Now here’s where things get exciting.


Researchers compared HRM’s internal states with neural principles from actual mammalian brains, using a measure called Participation Ratio (PR), a proxy for the dimensionality of thoughts.


The results?


  • The high-level module’s state (zH) had a 3x higher dimensionality than the low-level module (zL).

  • This mirrors the human brain, where higher cognitive areas operate in higher-dimensional spaces.

  • Importantly, this hierarchy emerged through training, not architecture.


In other words, HRM developed a brain-like structure to solve problems, not because we forced it, but because it worked. It's Evolution, babe!


(a) Anatomical illustration of mouse cortical areas, color-coded by functional modules. (b) Correlation between Participation Ratio (PR), and hierarchical position across different mouse cortical areas. Higher positions in the hierarchy exhibit significantly higher PR values compared to lower sensory areas.
(a) Anatomical illustration of mouse cortical areas, color-coded by functional modules. (b) Correlation between Participation Ratio (PR), and hierarchical position across different mouse cortical areas. Higher positions in the hierarchy exhibit significantly higher PR values compared to lower sensory areas.

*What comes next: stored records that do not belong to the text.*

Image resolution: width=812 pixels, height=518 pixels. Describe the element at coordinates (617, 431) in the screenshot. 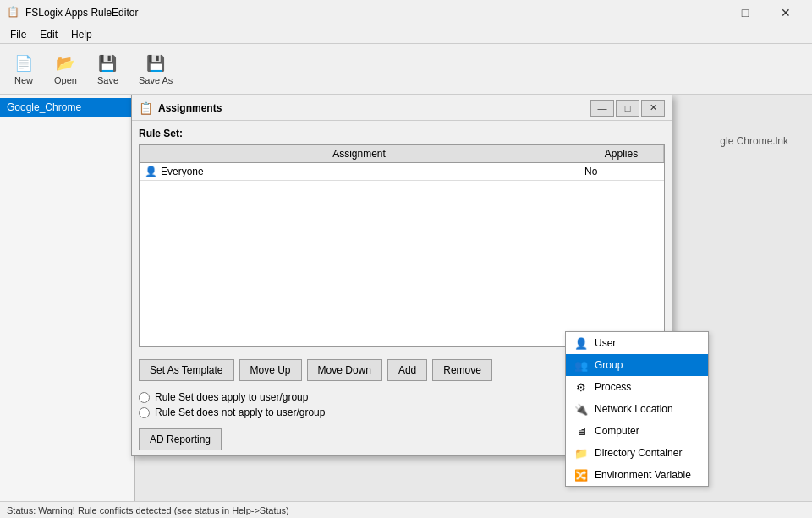

I see `dropdown-computer-label: Computer` at that location.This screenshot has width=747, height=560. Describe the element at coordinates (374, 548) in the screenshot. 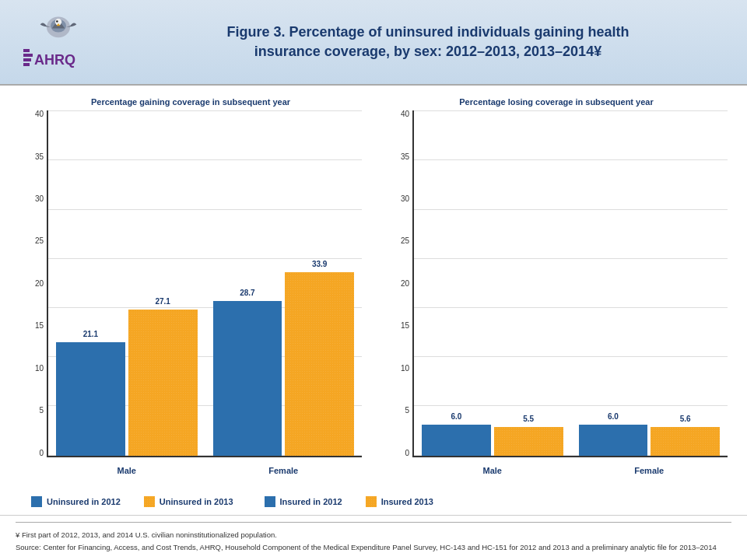

I see `source-text: Source: Center for Financing, Access, an…` at that location.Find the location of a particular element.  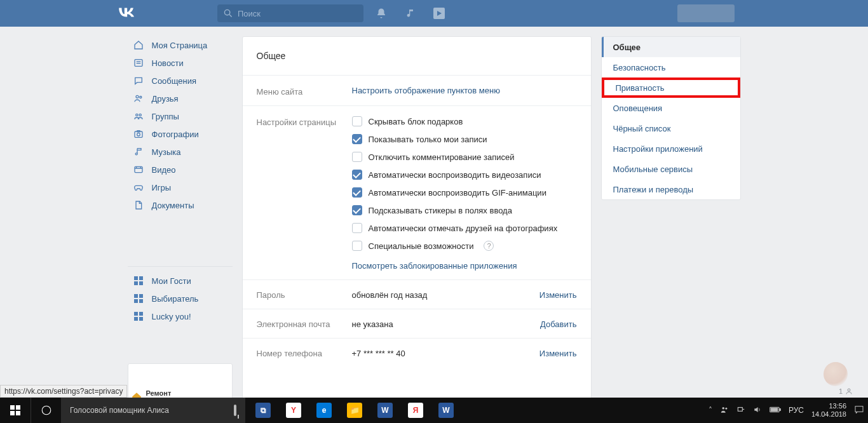

settings-tab: Общее is located at coordinates (671, 47).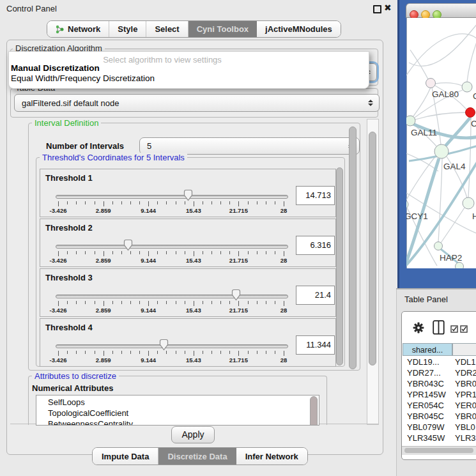 This screenshot has height=476, width=476. I want to click on split-table-icon, so click(438, 327).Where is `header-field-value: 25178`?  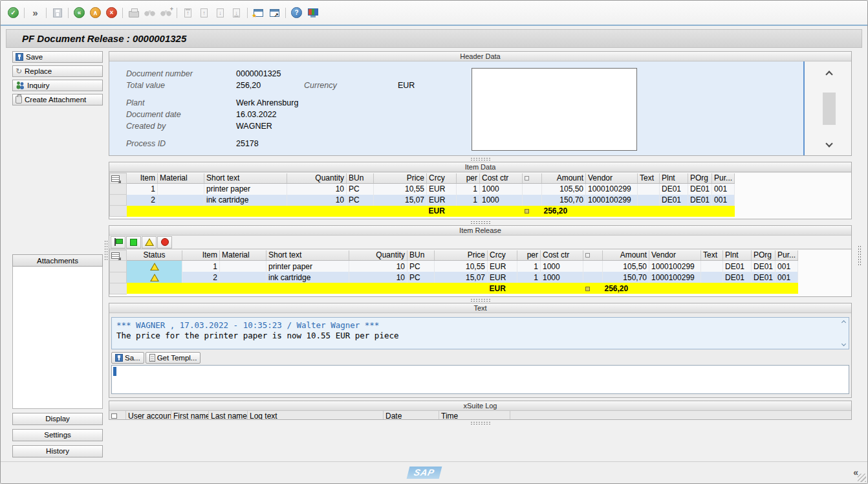 header-field-value: 25178 is located at coordinates (247, 144).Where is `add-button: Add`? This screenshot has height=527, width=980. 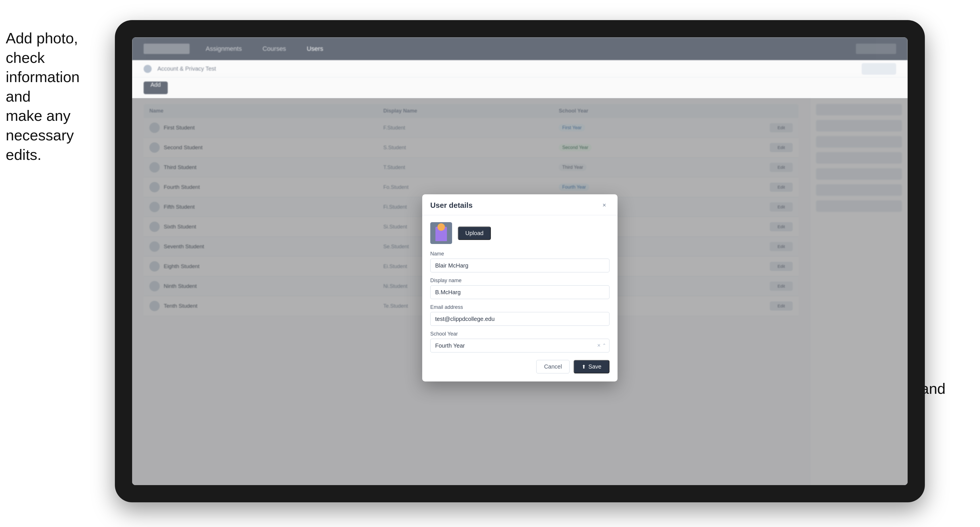 add-button: Add is located at coordinates (156, 88).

Unlike many deep networks, it doesn’t suffer from “neural collapse,” where internal states compress into a low-dimensional blob. Instead, HRM maintains rich, varied representations, a critical feature for reasoning flexibility.


The Implications: More Than Just Another Model


The results of HRM are more than just “benchmarks beaten”, they represent the emergence of a fundamentally new approach to reasoning in machines. So, what does all this mean?


  • Smarter with less: HRM achieves reasoning with fewer parameters and less data.

  • Closer to how we think: It organizes reasoning hierarchically, recurrently, adaptively, like the brain.

  • Beyond token-chaining: It shows that AI doesn’t have to simulate logic through language to reason.

  • Emergent structure: Its internal organization isn't programmed, it's learned.


This suggests a future for AI where progress comes not only from scaling up model size, but from taking cues directly from the strategies, hierarchy, temporal separation, recurring feedback, refined by millions of years of evolution.


So… Are We Getting Closer to True Intelligence?


HRM isn’t a finished product. But it’s a glimpse into a new paradigm, one where reasoning isn’t bolted on to language models, but baked into the architecture from the start.


Let’s be honest: we’re still far from AGI, that kind of Super AI that is better than humans in everything. This is brand-new research, publish just 10 days ago, that needs further development and confirmation in much more use cases. But HRM makes a compelling argument that we’ve been asking the wrong questions.


It’s not just about how much data you feed the model. It’s about how the model processes it.

The human brain isn’t the most powerful computer in terms of raw FLOPs. But it’s structured in a way that allows for compositionality, abstraction, and dynamic reasoning. HRM doesn’t replicate this perfectly, but it’s heading in that direction.


Maybe the next evolutionary leap in tools isn’t more bones or bigger spaceships. Maybe it’s this. Just as Kubrick’s bone became HAL-9000, the advanced AI may become a brain, an artificial one, made by and for us, yet capable of tracing its own, recursive, uniquely powerful “thoughts.”


We will be longer just teaching machines to echo human answers; we’re starting to build systems that can think. That can plan, adapt, and solve problems in ways that feel less like imitation and more like cognition. Tools are becoming thinkers. Algorithms are inching toward understanding. And perhaps, just perhaps, these artificial reasoners will not only follow in our footsteps but chart paths we never imagined.


Welcome to the dawn of artificial cognition, a new chapter in the human story, maybe the last. A machine odyssey begins.